While I think that Me-262/Meteor config is more plausible, I also think that Sabrliner's one is possible too: just think in Sabreliner itself which is similar size as AF-86.
 
ysi_maniac said:
While I think that Me-262/Meteor config is more plausible, I also think that Sabrliner's one is possible too: just think in Sabreliner itself which is similar size as AF-86.

I just came across this discussion, but this reminds me a bit of the Skyfox T-33 conversion http://en.wikipedia.org/wiki/Boeing_Skyfox as a possible analogy for a Sabreliner like configuration, also with respect to the CoG aspects.

Martin

P.S.: Oops - I saw Apophenia pointed that similarity out already, but at least now there's a link with pics.
 
Having two modern engine near the tail might not move the CG as far back as you might think. Two 2nd? 3rd ? generation engines might weigh only about 1/3 the weight of the J47 originally installed.
J47 = 2700 pounds per Wikipedia, JT12 = 430 pounds per engine from 1959 issue of Flight magazine on the web.
 
"Canadair CL-76 -- Low-level tactical bomber. 1958."

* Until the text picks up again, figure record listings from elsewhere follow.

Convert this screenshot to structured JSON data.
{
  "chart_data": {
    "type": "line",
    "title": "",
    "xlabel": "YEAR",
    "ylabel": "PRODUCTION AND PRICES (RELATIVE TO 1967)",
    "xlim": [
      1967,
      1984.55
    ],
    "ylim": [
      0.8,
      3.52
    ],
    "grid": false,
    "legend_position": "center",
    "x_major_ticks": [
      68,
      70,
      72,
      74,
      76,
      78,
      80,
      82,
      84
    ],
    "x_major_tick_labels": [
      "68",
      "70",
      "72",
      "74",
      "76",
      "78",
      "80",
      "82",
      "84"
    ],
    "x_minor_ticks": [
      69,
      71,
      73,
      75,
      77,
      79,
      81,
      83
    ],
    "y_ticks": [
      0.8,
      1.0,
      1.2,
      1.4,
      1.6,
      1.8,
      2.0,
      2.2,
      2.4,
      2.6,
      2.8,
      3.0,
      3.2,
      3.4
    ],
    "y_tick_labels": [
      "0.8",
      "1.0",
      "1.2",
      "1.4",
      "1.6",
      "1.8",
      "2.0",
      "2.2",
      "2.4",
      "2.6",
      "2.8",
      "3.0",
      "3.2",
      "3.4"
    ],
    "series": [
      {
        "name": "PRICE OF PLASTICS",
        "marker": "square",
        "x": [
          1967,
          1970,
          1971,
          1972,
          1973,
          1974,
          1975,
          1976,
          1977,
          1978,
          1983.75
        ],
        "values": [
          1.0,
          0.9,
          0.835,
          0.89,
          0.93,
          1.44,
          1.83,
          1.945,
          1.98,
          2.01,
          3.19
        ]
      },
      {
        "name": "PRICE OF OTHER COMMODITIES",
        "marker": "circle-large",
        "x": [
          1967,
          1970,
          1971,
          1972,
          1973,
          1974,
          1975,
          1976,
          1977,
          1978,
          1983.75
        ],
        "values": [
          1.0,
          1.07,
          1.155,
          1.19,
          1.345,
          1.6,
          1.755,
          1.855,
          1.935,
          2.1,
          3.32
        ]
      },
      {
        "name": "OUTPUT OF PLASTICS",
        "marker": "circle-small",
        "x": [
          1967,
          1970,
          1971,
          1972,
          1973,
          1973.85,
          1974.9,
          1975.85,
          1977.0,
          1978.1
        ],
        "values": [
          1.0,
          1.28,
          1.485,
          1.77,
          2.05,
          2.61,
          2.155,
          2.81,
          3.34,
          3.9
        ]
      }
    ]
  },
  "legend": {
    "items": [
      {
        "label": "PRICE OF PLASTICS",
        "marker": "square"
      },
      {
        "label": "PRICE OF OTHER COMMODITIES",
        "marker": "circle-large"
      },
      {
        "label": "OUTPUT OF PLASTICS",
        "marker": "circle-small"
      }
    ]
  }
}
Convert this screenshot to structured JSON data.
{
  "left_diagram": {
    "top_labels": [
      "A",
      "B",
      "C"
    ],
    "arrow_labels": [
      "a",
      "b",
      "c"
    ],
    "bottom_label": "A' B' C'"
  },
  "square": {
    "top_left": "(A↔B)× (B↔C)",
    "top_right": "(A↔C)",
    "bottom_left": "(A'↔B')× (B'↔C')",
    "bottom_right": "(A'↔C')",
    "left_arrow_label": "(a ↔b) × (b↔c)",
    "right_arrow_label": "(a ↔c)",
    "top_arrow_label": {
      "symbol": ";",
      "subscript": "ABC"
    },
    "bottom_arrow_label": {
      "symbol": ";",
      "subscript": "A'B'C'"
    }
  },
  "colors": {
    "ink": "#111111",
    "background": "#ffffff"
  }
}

I would appriciate seeing a drawing or artist impression of this CL-76 design if anyone could ablidge me :)

Regards
Pioneer
 
Pioneer said:
I would appriciate seeing a drawing or artist impression of this CL-76 design if anyone could ablidge me :)

You're welcome, question still is the engine mounting. At the rear like the Sabreliner, or on/under the wings ?

This is a valid argument, I think :
Apophenia said:
...would it not have been more logical to follow the Sabreliner layout (then on the drawing board) rather than redesigning
the Sabre wing for engine mounts?

So I would use the middle fuselage, wings and cockpit section of the Sabre and a new nose and tail with engines.
But maybe there are more plausible propossitions.
 
Stargazer2006 said:
Wouldn't it have been easier to just start from the YF-93 variant?
No, not if you are starting with existing surplus F-86F airframes. And putting the engines under the wings would be a non-starter - you would lose existing external stores stations.